The House of Representatives agrees: The government should still be allowed to keep reading your emails.
By a vote of 301-118, the House approved H. R. 5949, introduced by Lamar Smith (R-Tex.), a bill to extend 2008’s Foreign Intelligence Surveillance Act (FISA) for another five years. Intended to allow government agencies to monitor potential terrorist communications, FISA also allows them to monitor American citizens’ emails, as well as phone calls, without probable cause if they’re used in international conversation. And if they believe it might help them get closer to Al-Qaeda, agents can spy on domestic emails too, and all without a warrant.

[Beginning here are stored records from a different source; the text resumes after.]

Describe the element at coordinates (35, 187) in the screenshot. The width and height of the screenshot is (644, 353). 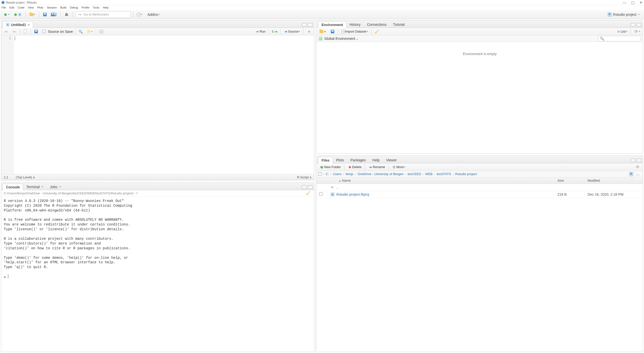
I see `tab-terminal: Terminal✕` at that location.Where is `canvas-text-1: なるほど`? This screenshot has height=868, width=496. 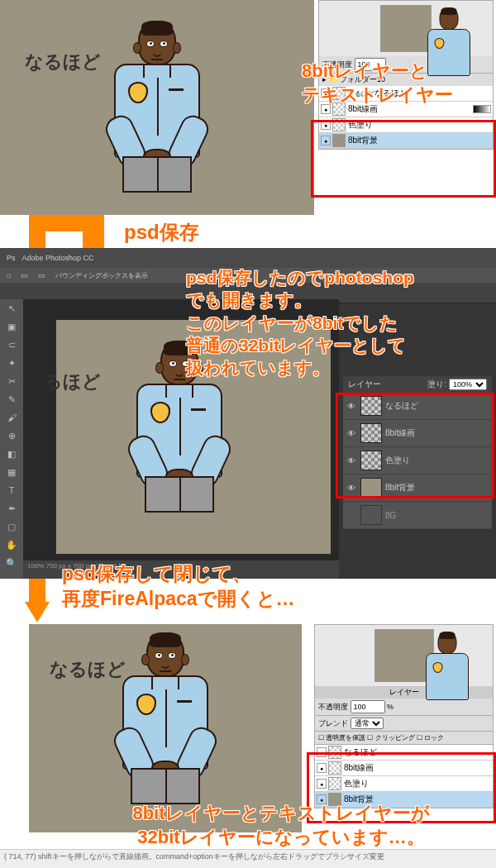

Critics consider FISA a gross invasion of privacy. Twenty major advocacy groups, including the American Civil Liberties Union, the Center for Democracy and Technology, the PEN American Center, and the Electronic Frontier Foundation, all signed a letter strongly condemning the extension.
Among the letter’s claims is that the National Security Agency has used FISA to justify spying on even more Americans’ emails than is legal, adding:
[D]espite evidence of impropriety, the government has not publicly detailed the extent of the problem or publicly explained what, if anything, it has done to prevent it from recurring.
“But it’s not over, we’re taking the fight to the Senate,” tweeted the Electronic Frontier Foundation. If FISA is not extended, the surveillance program will expire at the end of 2012.